With few reliable communications systems in place, people and 
companies from around the country are converging on the region to 
create improvised networks that give survivors and emergency personnel 
ways to talk and coordinate efforts.


While local telephone and wireless networks are slowly coming back, 
they remain spotty or nonexistent in some places, and fire, police and 
other rescue personnel have complained about the lack of a unified 
emergency communications system. To meet the needs of evacuees in 
Jackson, Miss., Dulles-based America Online has parked an 18-wheel 
truck at the Mississippi State Fairgrounds, a major shelter, with a 
satellite dish on top and 20 computers with Internet access inside. At 
the Houston Astrodome, volunteers have obtained a Federal 
Communications Commission license to set up a low-power radio station 
and are now struggling to get permission from local officials to 
broadcast to evacuees inside the stadium.

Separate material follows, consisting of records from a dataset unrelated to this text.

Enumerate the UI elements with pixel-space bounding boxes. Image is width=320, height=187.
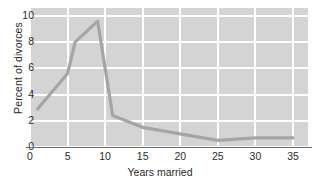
x-tick-label-1: 5: [53, 150, 83, 162]
x-axis-title: Years married: [0, 166, 320, 178]
x-tick-label-4: 20: [165, 150, 195, 162]
series-line-layer: [30, 8, 308, 147]
y-tick-label-3: 6: [8, 61, 34, 73]
divorce-rate-line-chart: Percent of divorces 0246810 051015202530…: [0, 0, 320, 187]
series-polyline: [38, 21, 293, 140]
plot-area: [30, 8, 308, 147]
x-tick-label-3: 15: [128, 150, 158, 162]
x-axis-line: [26, 147, 312, 148]
x-tick-label-7: 35: [278, 150, 308, 162]
y-tick-label-2: 4: [8, 88, 34, 100]
x-tick-label-2: 10: [90, 150, 120, 162]
x-tick-label-6: 30: [240, 150, 270, 162]
y-tick-label-1: 2: [8, 114, 34, 126]
y-tick-label-4: 8: [8, 35, 34, 47]
x-tick-label-5: 25: [203, 150, 233, 162]
y-tick-label-5: 10: [8, 9, 34, 21]
x-tick-label-0: 0: [15, 150, 45, 162]
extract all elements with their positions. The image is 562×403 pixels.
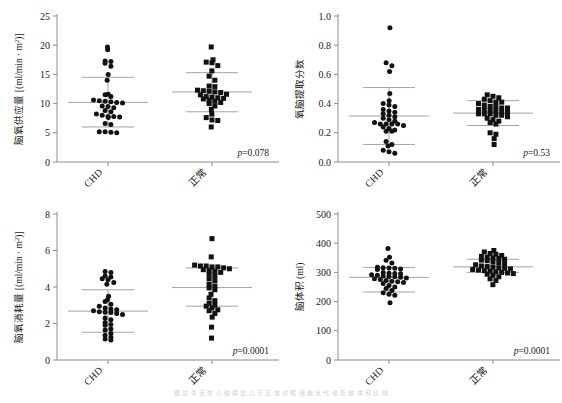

F4W, a Lake Mary, Fla., company, is under government contract to 
provide Internet phones and online access to Coast Guard officers 
cleaning up oil spills, using a portable satellite dish and handsets 
often deployed in forest fires.


The network at Mangham Baptist Church was the brainchild of Mac 
Dearman, a wireless Internet service provider who was driving past the 
church last week when he saw a group of parked cars, realized they 
were people who had fled the hurricane and set about providing relief, 
including food, clothing and online access.


Dearman hooked up a radio transmitter near the church and linked that 
to a voice over Internet protocol (VoIP) telephone and a computer, and 
suddenly the dozens of people taking refuge at the church had the 
ability to reach out to the outside world.


Mostly, they are searching for loved ones and filling out Federal 
Emergency Management Agency forms to get disaster aid.


"They just call from shelter to shelter to shelter looking for their 
kids or for their daddies or their brothers because they got 
separated, and they are just finding each other in the last few days," 
Dearman said, adding that people were often overwhelmed when they 
connected.


"They cried big tears, hugged my neck, shook my hand and patted me on 
the back. You'd have thought I was really giving them something that 
cost a lot of money," he added.


Dearman is working entirely with donated labor and equipment.

People from as far afield as Nebraska, Missouri and Indiana are camped 
out in his house, coordinating equipment deliveries, searching for 
shelters that need service, and then sending out volunteers to climb 
towers to hook up radio antennas and set up the networks.


"We are basically completely bypassing the phone system," said Matt 
Larsen of Scottsbluff, Neb., who said he was perched on a bar stool 
with his laptop at Dearman's kitchen counter.


Dearman estimated that he had run wireless links to about a dozen 
shelters near his home base of Rayville, La., but only about half were 
up and running because he had run out of equipment.


He was expecting fresh donations of secondhand computers, VoIP phones 
and wireless equipment. Once he has those in hand, he said, he hopes 
to extend to shelters closer to New Orleans and to Mississippi's Gulf 
Coast.


"It's been a godsend," said the Rev. Rick Aultman, pastor of Mangham 
Baptist Church, where about four dozen people are staying.